Healthcare leaders pitch patient-centric quality measurement

Measuring quality of care remains the keystone of the healthcare industry’s move toward rewarding value over volume. Leaders from Swedish Medical Group, the Institute for Healthcare Improvement, and Providence St. Joseph Health suggest refining quality measurement so that it better reflects the patient’s perspective.

Healthcare providers have become overwhelmed by the sheer number of quality measures, not all of which reliably correspond to better outcomes, write Amy Compton-Phillips, M.D., of Providence St. Joseph Health, Christopher R. Dale, M.D.,of Swedish Medical Group, and Kedar S. Mate, M.D., of the Institute for Healthcare Improvement, in a blog post for NEJM Catalyst. 

The authors suggest narrowing the focus of quality metrics to an individual patient’s primary and secondary clinical health needs, and scoring them as components of what they call a Personalized Perfect Care (PPC) bundle. Patients whose care provides all components get counted as complete, while those with a deficiency in any component get counted as incomplete.

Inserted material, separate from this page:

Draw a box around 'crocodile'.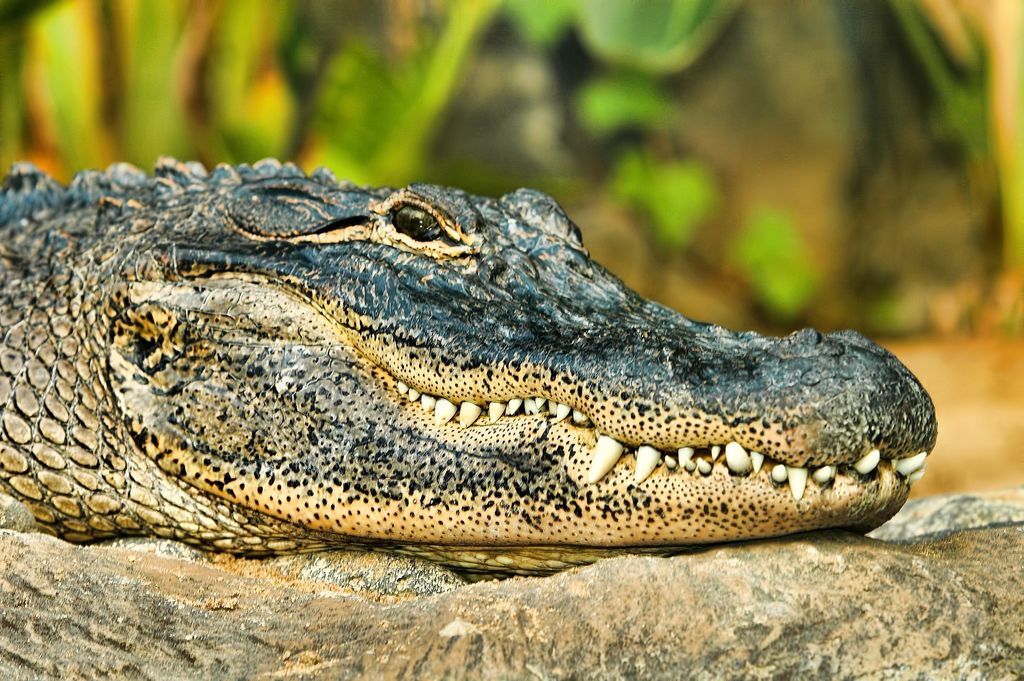
x1=0 y1=155 x2=935 y2=559.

While such an approach produces lower scores than most existing metrics, the authors argue that the shift toward patient-centric metrics ties quality measurement more tightly to outcomes. The PPC bundle, they write, would allow organizations to measure whether each patient receives evidence-based, effective care, at the right time, for his or her conditions. In addition, they say the measure:

  • Simplifies reporting. While the approach doesn’t necessarily reduce the number of metrics available for reporting, it provides a framework within which organizations can focus on the metrics that align with improved population health.
  • Improves transparency. Because the PPC bundle is an all-or-nothing measurement, it’s easy for patients to assess it alongside other metrics, like price, in an increasingly transparent healthcare marketplace.
  • Helps identify and target underserved patient populations. The authors’ data indicates nearly half their identified gaps in care come from under a quarter of their patient population, suggesting increased attention to patients with multiple care gaps could provide an efficient way to improve quality.